Tajudeen Abdul-Raheem

Nearly 100 years after the first International Women’s Day, the lot of women has improved, writes Tajudeen Abdul-Raheem in his weekly column. But there’s still much to be done before equality between the sexes becomes a reality. In the meantime, the world cannot be a better place if women's conditions are not better in it.

International Women's Day on March 8 has been marked for almost a century, the first being March 8, 1911. The day is meant to honour women, celebrate their achieveme...read more

Tajudeen Abdul-Raheem remembers the life of Kwame Nkrumah, ousted from power in a coup 40 years ago on February 24. Vilified in life, in death Nkrumah has been vindicated and many of his ideas are only now coming to fruition.

Last Friday, February 24, marked the 40th anniversary of the overthrow of the government of Kwame Nkrumah in a military coup that was inspired, orchestrated and sponsored by the combined forces of local reactionaries and external neo-colonialist powers, especially...read more

Tajudeen Abdul-Raheem compares the crisis over the publication of cartoons depicting the Prophet Mohammed with the Fatwa issued against the author Salman Rushdie by Iran’s Ayatollah Ruhoolai Khomeini. Neither the West nor Islam has a monopoly on good or evil, he writes, concluding that “…freedom will be meaningless if it is completely unlimited, but living in a society also means that we have to share it with people whose ways and values may clash with ours”.

I was a student in Engla...read more

Travelling through Nigeria recently, Tajudeen Abdul-Raheem remembers how he was stopped by a crowd of people warning him that bandits has set up an ‘operation’ and were looting passing motorists. Abdul-Raheem assesses the state of lawlessness in Nigeria and the rule of Olusegun Obasanjo, who is moving ever closer to a third term bid and the possibility of becoming a “lame duck president with everything imploding around him”.

These days I have been spending more time in Nigeria. ‘Home',...read more

Ellen Johnson-Sirleaf was sworn in this week as President of Liberia. Tajudeen Abdul Raheem wishes her well in what promises to be a stormy voyage, and raises questions about some of the problems that might crop up over the next four years. Will her reign mean better times for all women or only for ruling women? Will she be able to unlearn all her IMF/World Bank doctrines and put social change at the forefront of her agenda?

On Monday 15 January 2006, Mrs Ellen Johnson-Sirleaf was swor...read more

Tajudeen Abdul-Raheem begins the year with no resolutions and no predictions for 2006. But he does say goodbye to one aspect of 2005 that he found particularly irksome – the missionary focus on Africa by the likes of Tony Blair and Bob Geldof and the way in which leading NGOs were shamelessly co-opted by power. “I hope that in the New Year these NGOs will start looking more to Africa and Africans rather than false prophets, saviours and messiahs from outside,” he writes.

It is the en...read more

The clock is ticking when it comes to current peace talks on Darfur currently taking place in Abuja, writes Tajudeen Abdul-Raheem. But this time its not the Government of Sudan who is the spoiler at the talks, but rather the rebel forces, most of whom do not represent their people and are using their time in Abuja to snuggle up to Western donors and have a holiday at the expense of the international community.

This week is very crucial for the now-on-now-off African Union sponsored pe...read more

This weekend is World Human Rights Day, a day set aside to commemorate the adoption of the Universal Declaration of Human Rights (UDHR). When the Declaration was made in 1948 most of Africa (with the exception of Liberia and Ethiopia), were subject nations lorded over by European colonialists. These imperialists did not see any contradiction in making the declaration while having their jackboots on our backs and pillaging our human and material resources. Many will still ask what has changed ...read more

In his weekly column, Tajudeen Abdul-Raheem tackles three African presidents who appear to have ambitions to rule until they drop dead. Omar Bongo of Gabon, Yoweri Musevini of Uganda and Olushegun Obasanjo of Nigeria are either firmly entrenched as leaders for life or are busy manipulating electoral laws so they can serve beyond their given time. Abdul-Raheem asks why these leaders see it as their god-given right to rule and rule and rule...

The more Africa changes the more it remains ...read more

At a meeting of African heads of state in Nigeria recently, the thorny issue of African unity was debated. While the leaders busied themselves with discussing a union of states, Tajudeen Abdul Raheem writes that what unity should really be about is a unity of people. Pan Africanism, he writes, needs to leave the conferences and executive mansions and become a part of the lives of ordinary people.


What is needed is a faithful copy of all the entries, with no pictures in it.

[Extracted records]
┌──

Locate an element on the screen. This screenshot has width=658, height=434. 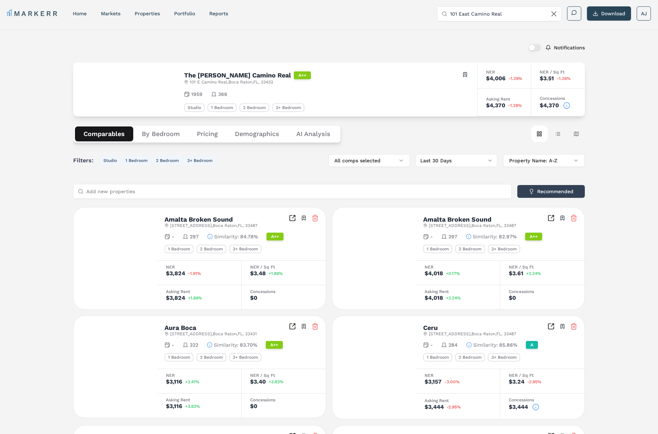
div: $3,824 is located at coordinates (175, 298).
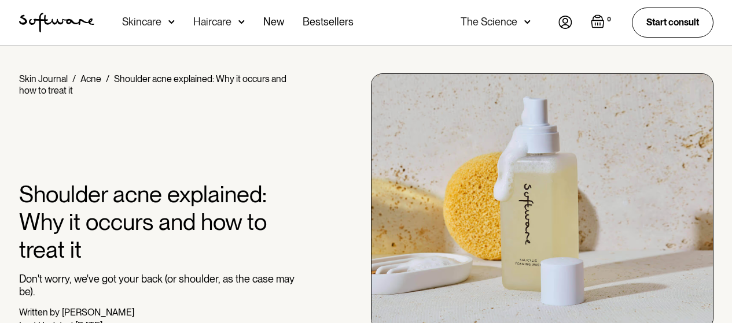 The width and height of the screenshot is (732, 323). What do you see at coordinates (57, 23) in the screenshot?
I see `img: Software Logo` at bounding box center [57, 23].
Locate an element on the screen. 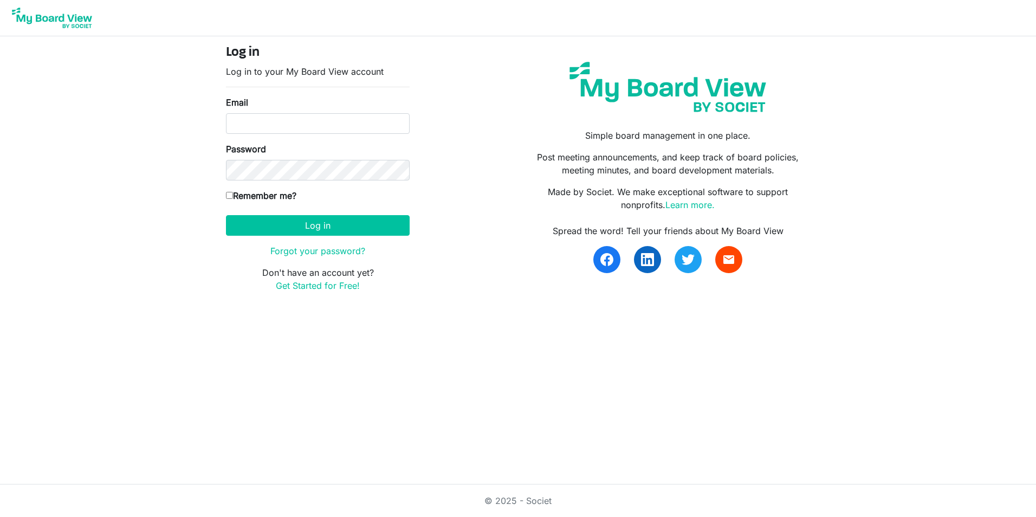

└──

▸ ANSWER TO THIS EXERCISE:
Locate an element on the screen. This screenshot has width=658, height=434. 
div: $3,824 is located at coordinates (175, 298).
 The width and height of the screenshot is (732, 323). What do you see at coordinates (57, 23) in the screenshot?
I see `img: Software Logo` at bounding box center [57, 23].
Locate an element on the screen. 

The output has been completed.